President Joe Biden promised to veto any stand-alone aid bill for Israel, and House Minority Leader Hakeem Jeffries and most House Democrats voted against one. The administration maintains that Israel's security is so "sacred," it must be tied to a doomed legislative package containing entirely unrelated issues that deal with border security and Ukrainian aid.
Which, of course, makes absolutely zero sense.
Does anyone believe that the president would veto a stand-alone bill for Ukrainian aid? Or what about a stand-alone bill for "humanitarian" aid to Palestinians? Color me skeptical. Now, a stand-alone border security bill? That he'd definitely veto. Priorities, you see.
In the years before former President Barack Obama, a vote to help a longtime ally against a proxy terror army that -- not incidentally -- murdered 30-plus American citizens would have been a no-brainer. Today, a Democrat who takes an unrepentantly pro-Israel position puts himself in a precarious position. Biden is free to play games with Israeli aid because there will be no political repercussions. Most Democrats don't really care anymore. And those who do are in the pro-Hamas wing -- whether openly or functionally.
"Forget No Labels. Biden's Third-Party Peril is on the Left," warns Politico. Numerous polls, writes Jonathan Martin, find that young leftists are angry about the Israeli-Palestinian conflict. Not the mass rape and murder of civilians, mind you, but Israel's efforts to root out the attackers. Many of these people are socialist ideologues, many are identitarian dimwits, and others are just antisemites. Some, like members of "the Squad," are all of the above. Whatever the case, they are always "angry" at Israel. These are the people who were demanding "ceasefires" before Israel had even begun retaliating for Oct 7.
Still, the situation remains something of a balancing act for Biden. There are still enough Jewish Democrats and independents who feel a historic kinship with Israel. Enough that the president doesn't attack Israel unequivocally. Like Obama before him, Biden uses Benjamin Netanyahu as a strawman, framing the prime minister as some kind of warmongering fascist.
Here's a little-known reality: Right or Left, Netanyahu or someone else, no Israeli prime minister would act any differently in Gaza. Israeli voters rightly demand it. Just as it would have been impossible to lead the United States after 9/11 on a plank that gave al-Qaeda a pass, it would be impossible to hold power in Israel and allow Hamas to continue to operate next door.
In any event, Biden acts like a statesman in public but simultaneously leaks angry quotes about Netanyahu to placate the growing anti-Israel Left. Recently, for example, we learned that Biden supposedly called Israel's prime minister a "bad f---ing guy." (Notice that Democrats have tougher words for Israelis than they ever do for mullahs who murder Americans.)
This leak reminded me of the time in 2014 when Obama's stenographer Jeffrey Goldberg "reported" that White House officials referred to Netanyahu as "chickens--t." Now I don't mean to demean people like Ben Rhodes, who survived a creative writing MFA program at New York University, but Netanyahu did serve in the Israel Defense Forces, saw combat and led a special force unit that specialized in freeing hijacked planes. Netanyahu was shot in one of these operations. So, I'm going to go out on a limb and say he's less of a coward than anonymous White House officials. Certainly, he is a better "guy" than the gaggle of Rob Malley types the president surrounds himself with.
A few weeks ago, good guy Biden was accusing Israel of engaging in "indiscriminate bombing," which he knows is a lie. "Like everyone in the administration and any Democrat with a pulse," Politico explains, Biden is "deeply suspicious of Benjamin Netanyahu." The president's "deep-seated fear," we learn, is that Netanyahu "is eager to drag the U.S. into a wider war in the Middle East."
This is the favorite blood libel of radical Democrats and far-right influencers. They must be quite excited to hear that the president is no longer "hypnotized" by Israel's evil, as Rep. Ilhan Omar might say.
That said, the United States has no obligation to assist any nation -- not even a longtime ally that shares our objectives and values. I suspect Democrats are probably a couple of presidential cycles away from turning entirely against Israel. Still, it is peculiar that the same people who are purportedly terrified of being dragged into a Middle East war by Israel have no deep-seated fears about the perils of funding a war against a nuclear power in Europe. On the contrary, Ukrainian President Volodymyr Zelensky, who runs a country far more authoritarian (not to mention corrupt) than Netanyahu's Israel, is treated as the sainted defender of democracy by Washington and the media.
It's almost as if the arguments being used by Democrats to distance themselves from Israel don't really make any sense.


Activity: Each line of the material should be set down exactly. Pictures are not part of the copy.

Given data:
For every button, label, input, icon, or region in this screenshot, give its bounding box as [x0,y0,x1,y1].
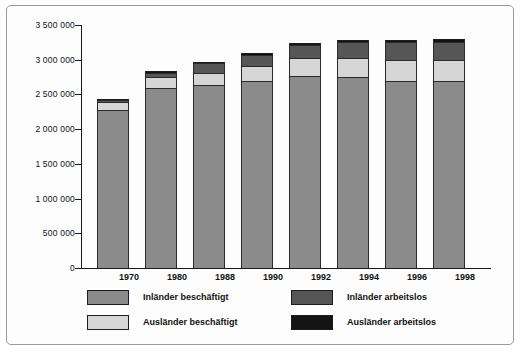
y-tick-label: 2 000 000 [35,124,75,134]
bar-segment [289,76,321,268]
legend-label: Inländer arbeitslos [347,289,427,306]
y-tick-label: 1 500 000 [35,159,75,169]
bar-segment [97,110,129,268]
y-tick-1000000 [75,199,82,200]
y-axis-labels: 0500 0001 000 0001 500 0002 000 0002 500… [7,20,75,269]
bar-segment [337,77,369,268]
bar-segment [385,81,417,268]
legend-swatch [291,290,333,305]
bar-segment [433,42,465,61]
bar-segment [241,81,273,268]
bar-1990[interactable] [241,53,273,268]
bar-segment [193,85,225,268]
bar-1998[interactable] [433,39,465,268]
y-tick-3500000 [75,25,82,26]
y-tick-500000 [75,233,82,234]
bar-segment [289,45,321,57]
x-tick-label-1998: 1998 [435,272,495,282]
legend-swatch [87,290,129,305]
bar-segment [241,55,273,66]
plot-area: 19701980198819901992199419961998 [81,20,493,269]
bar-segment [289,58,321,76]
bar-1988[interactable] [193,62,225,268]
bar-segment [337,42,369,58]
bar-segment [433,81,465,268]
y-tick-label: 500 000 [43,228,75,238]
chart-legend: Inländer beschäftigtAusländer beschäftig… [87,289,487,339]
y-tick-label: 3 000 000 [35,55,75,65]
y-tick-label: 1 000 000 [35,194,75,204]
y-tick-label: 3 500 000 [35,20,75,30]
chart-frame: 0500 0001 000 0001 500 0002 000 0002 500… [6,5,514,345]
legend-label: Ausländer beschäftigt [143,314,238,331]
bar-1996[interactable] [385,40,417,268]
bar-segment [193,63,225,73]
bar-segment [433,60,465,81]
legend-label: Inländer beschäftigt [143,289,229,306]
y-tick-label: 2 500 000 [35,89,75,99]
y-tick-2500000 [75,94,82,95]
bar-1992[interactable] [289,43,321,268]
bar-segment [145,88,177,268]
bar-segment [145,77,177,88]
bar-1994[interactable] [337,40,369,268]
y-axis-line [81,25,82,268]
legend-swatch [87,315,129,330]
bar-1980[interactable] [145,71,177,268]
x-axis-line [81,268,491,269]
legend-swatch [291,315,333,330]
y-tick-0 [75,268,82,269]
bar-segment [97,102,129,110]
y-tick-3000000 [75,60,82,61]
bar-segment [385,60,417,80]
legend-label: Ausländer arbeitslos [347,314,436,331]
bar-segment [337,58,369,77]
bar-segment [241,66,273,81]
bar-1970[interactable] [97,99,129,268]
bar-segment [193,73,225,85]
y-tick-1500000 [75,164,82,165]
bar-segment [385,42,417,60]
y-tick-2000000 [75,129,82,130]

Your solution:
For every button, label, input, icon, or region in this screenshot, give its bounding box as [x0,y0,x1,y1].
y-tick-label: 2 000 000 [35,124,75,134]
bar-segment [289,76,321,268]
legend-label: Inländer arbeitslos [347,289,427,306]
y-tick-label: 1 500 000 [35,159,75,169]
bar-segment [97,110,129,268]
y-tick-1000000 [75,199,82,200]
y-axis-labels: 0500 0001 000 0001 500 0002 000 0002 500… [7,20,75,269]
bar-segment [337,77,369,268]
bar-segment [385,81,417,268]
legend-swatch [291,290,333,305]
bar-segment [433,42,465,61]
bar-segment [241,81,273,268]
bar-1990[interactable] [241,53,273,268]
bar-segment [193,85,225,268]
bar-1998[interactable] [433,39,465,268]
y-tick-3500000 [75,25,82,26]
y-tick-500000 [75,233,82,234]
bar-segment [289,45,321,57]
x-tick-label-1998: 1998 [435,272,495,282]
legend-swatch [87,290,129,305]
bar-segment [241,55,273,66]
plot-area: 19701980198819901992199419961998 [81,20,493,269]
bar-segment [289,58,321,76]
bar-1988[interactable] [193,62,225,268]
bar-segment [337,42,369,58]
bar-segment [433,81,465,268]
y-tick-label: 500 000 [43,228,75,238]
chart-legend: Inländer beschäftigtAusländer beschäftig… [87,289,487,339]
y-tick-label: 3 000 000 [35,55,75,65]
y-tick-label: 1 000 000 [35,194,75,204]
y-tick-label: 3 500 000 [35,20,75,30]
chart-frame: 0500 0001 000 0001 500 0002 000 0002 500… [6,5,514,345]
legend-label: Ausländer beschäftigt [143,314,238,331]
bar-1996[interactable] [385,40,417,268]
bar-segment [193,63,225,73]
bar-segment [433,60,465,81]
legend-label: Inländer beschäftigt [143,289,229,306]
y-tick-label: 2 500 000 [35,89,75,99]
y-tick-2500000 [75,94,82,95]
bar-1992[interactable] [289,43,321,268]
bar-segment [145,88,177,268]
bar-segment [145,77,177,88]
bar-1994[interactable] [337,40,369,268]
y-axis-line [81,25,82,268]
legend-swatch [87,315,129,330]
bar-1980[interactable] [145,71,177,268]
x-axis-line [81,268,491,269]
legend-swatch [291,315,333,330]
y-tick-0 [75,268,82,269]
bar-segment [97,102,129,110]
y-tick-3000000 [75,60,82,61]
bar-segment [385,60,417,80]
legend-label: Ausländer arbeitslos [347,314,436,331]
bar-segment [337,58,369,77]
bar-segment [241,66,273,81]
bar-1970[interactable] [97,99,129,268]
bar-segment [193,73,225,85]
y-tick-1500000 [75,164,82,165]
bar-segment [385,42,417,60]
y-tick-2000000 [75,129,82,130]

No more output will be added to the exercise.